Summary
It’s been a long road marked with delays and tragedy, but Phobophobes’ debut album ‘Miniature World’ pays out on all their early promise.
Formed in London in 2013, Phobophobes’ long journey to the release of their debut album, Miniature World, is one filled with eccentricity. In the past five years, the band has been through two managers, four producers, five studios, eleven band members and a death. George Bedford Russell, the band’s guitarist, died of a heroin overdose in 2017, which resulted in bassist Elliot Nash dropping out. The band decisively use this album as a platform to marinate and understand these events intimately. The end-product of this a promising 50 minutes of gritty, haunting rock.

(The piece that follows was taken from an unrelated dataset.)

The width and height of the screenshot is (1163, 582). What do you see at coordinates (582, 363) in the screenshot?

The dark themes that shape Miniature World loom in the track ‘Bite The Apple’. Lyrically, the song subtly takes on themes of addiction by use of a clever food metaphor. The instrumental of the track also peppers the album with slight variation from the stylistic consistency we hear throughout. The song consists almost entirely of a nonchalant guitar melody, it is only in the songs final minutes, the drums kick in moulding the song into a slightly upbeat rhythm.

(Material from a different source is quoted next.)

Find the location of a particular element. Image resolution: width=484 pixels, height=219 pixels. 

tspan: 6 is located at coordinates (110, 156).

‘Free The Naked Rambler’ is a revisited single from 2016, placed conveniently in the middle of the album, and the song acts almost as a stamp of the band’s development. It’s recognisably a Phobophobes song, but bouncier and lighter in tone. Frontman Jamie Taylor’s voice is of a slightly higher pitch and supported by female backing vocals, and it sticks out like a sore thumb.

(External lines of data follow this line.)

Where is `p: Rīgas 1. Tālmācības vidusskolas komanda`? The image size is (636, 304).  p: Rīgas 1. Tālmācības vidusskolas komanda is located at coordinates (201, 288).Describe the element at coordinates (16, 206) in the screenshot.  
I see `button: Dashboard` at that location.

Phobophobes’ gritty style is well-suited to an intimate gig in a low lit, crowded bar, somehow this ambience is carried into a studio-recorded and managed Miniature World. It is of no surprise that only days after its release, the album was awarded the title ‘Album of the Day’ by BBC Radio 6Music. The presence of relentless honesty and thinly veiled pain allows us, as listeners, to feel well-acquainted with the band, which is all that is needed in a debut album. (7/10) (Benita Barden)
Listen to Miniature World by Phobophobes here via Spotify, and tell us what you think below!
Tags: album, Benita Barden, Jamie Taylor, Miniature World, Phobophobes, Ra-Ra-Rok, review
19 years old, born and bred in West London, currently studying Media, Journalism and Culture at Cardiff University. My musical listening habits waver between hip-hop, electronic and indie. Reviews, commentary and complaints are my current speciality, but as the great Jay-Z states ‘Everybody can tell you how to do it / they never did it’.